EDIT: Do your MessageId values always increase with time? Are they unique?

If so, I would make an index:

UNIQUE KEY `ListMsgId` ( `List`, `MessageId` )

and query based on the message ids rather than the date when possible.

-- Most recent messages (in reverse order)
SELECT * FROM messages
WHERE List = 'general'
ORDER BY MessageId DESC
LIMIT 20

-- Previous page (in reverse order)
SELECT * FROM messages
WHERE List = 'general' AND MessageId < '15885830'
ORDER BY MessageId DESC
LIMIT 20

-- Next page
SELECT * FROM messages
WHERE List = 'general' AND MessageId > '15885829'
ORDER BY MessageId
LIMIT 20

I think you're also paying for having varchar columns where an int type would be a lot faster. For example, List could instead be a ListId that points to an entry in a separate table. You might want to try it out in a test database to see if that's really true; I'm not a MySQL expert.

Jason Orendorff
I use the LIMIT because the user can page back to the previous 20 messages (or the 20 before that, etc.).
elmonty
I tried this but it doesn't help at all. It's probably due to the fact that LIMIT has the same problems whether or not an offset is used.
elmonty
Wow. This is kind of bizarre. The simplest possible form of this query would be `SELECT * FROM messages WHERE List='general' ORDER BY MsgDate` which I would expect to be super fast since you have an index on (List, MsgDate, MessageId).
Jason Orendorff
I already tried this: SELECT * FROM messages WHERE List = 'general' ORDER BY MsgDate DESC LIMIT 20It isn't any faster because the entire rowset is retrieved before the LIMIT is processed. Ordering on MessageID wouldn't be any better. BTW, MessageID is an email MessageID header, so it's not going to be sequential (although ID is).
elmonty
I wonder if the large HtmlBody and TextBody columns are part of the problem, even though they are not being retrieved here.
elmonty
Addendum: Although ID is sequential, it is not necessarily contiguous (because messages can be deleted).
elmonty
+2  A: 

You can drop the ListOnly key. The compound index List already contains all the information in it.

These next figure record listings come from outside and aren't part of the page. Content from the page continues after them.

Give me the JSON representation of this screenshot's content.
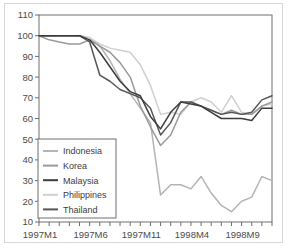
{
  "chart_data": {
    "type": "line",
    "title": "",
    "xlabel": "",
    "ylabel": "",
    "ylim": [
      10,
      110
    ],
    "ytick_values": [
      10,
      20,
      30,
      40,
      50,
      60,
      70,
      80,
      90,
      100,
      110
    ],
    "grid": false,
    "legend_position": "lower-left",
    "x": [
      "1997M1",
      "1997M2",
      "1997M3",
      "1997M4",
      "1997M5",
      "1997M6",
      "1997M7",
      "1997M8",
      "1997M9",
      "1997M10",
      "1997M11",
      "1997M12",
      "1998M1",
      "1998M2",
      "1998M3",
      "1998M4",
      "1998M5",
      "1998M6",
      "1998M7",
      "1998M8",
      "1998M9",
      "1998M10",
      "1998M11",
      "1998M12"
    ],
    "xtick_labels": [
      "1997M1",
      "1997M6",
      "1997M11",
      "1998M4",
      "1998M9"
    ],
    "xtick_indices": [
      0,
      5,
      10,
      15,
      20
    ],
    "series": [
      {
        "name": "Indonesia",
        "color": "#b4b4b4",
        "values": [
          100,
          100,
          100,
          100,
          100,
          99,
          95,
          88,
          79,
          72,
          65,
          58,
          23,
          28,
          28,
          26,
          32,
          24,
          18,
          15,
          20,
          22,
          32,
          30
        ]
      },
      {
        "name": "Korea",
        "color": "#9a9a9a",
        "values": [
          100,
          98,
          97,
          96,
          96,
          98,
          95,
          92,
          87,
          80,
          66,
          56,
          47,
          52,
          63,
          68,
          66,
          64,
          62,
          64,
          62,
          62,
          66,
          68
        ]
      },
      {
        "name": "Malaysia",
        "color": "#3c3c3c",
        "values": [
          100,
          100,
          100,
          100,
          100,
          98,
          92,
          85,
          78,
          73,
          71,
          61,
          55,
          63,
          68,
          67,
          66,
          63,
          60,
          60,
          60,
          59,
          65,
          65
        ]
      },
      {
        "name": "Philippines",
        "color": "#cfcfcf",
        "values": [
          100,
          100,
          100,
          100,
          100,
          99,
          96,
          94,
          93,
          92,
          86,
          76,
          62,
          63,
          62,
          68,
          70,
          68,
          63,
          71,
          63,
          62,
          66,
          67
        ]
      },
      {
        "name": "Thailand",
        "color": "#565656",
        "values": [
          100,
          100,
          100,
          100,
          100,
          97,
          81,
          78,
          74,
          72,
          70,
          65,
          52,
          58,
          68,
          68,
          66,
          64,
          62,
          63,
          62,
          63,
          69,
          71
        ]
      }
    ]
  }
}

Your EXPLAIN for the List-indexed query looks much better, lacking the filesort. You may be able to get better real performance out of it by swapping the ORDER as suggested by Jason, and maybe losing the UNIX_TIMESTAMP call (you can do that in the application layer, or just use Unix timestamps stored as INTEGER in the schema).

bobince
Will losing the UNIX_TIMESTAMP actually affect performance that much?
elmonty
Don't know really, can only test it and see. I would hope not, but often using calculated columns can cause MySQL to use temporary tables where otherwise it might not need to. Personally I only ever use unix timestamps for dates, as the native date types tend to cause access-layer incompatibilities across DBMSs and offer relatively little utility over plain timestamps.
bobince
I tried removing UNIX_TIMESTAMP. It did not help performance at all.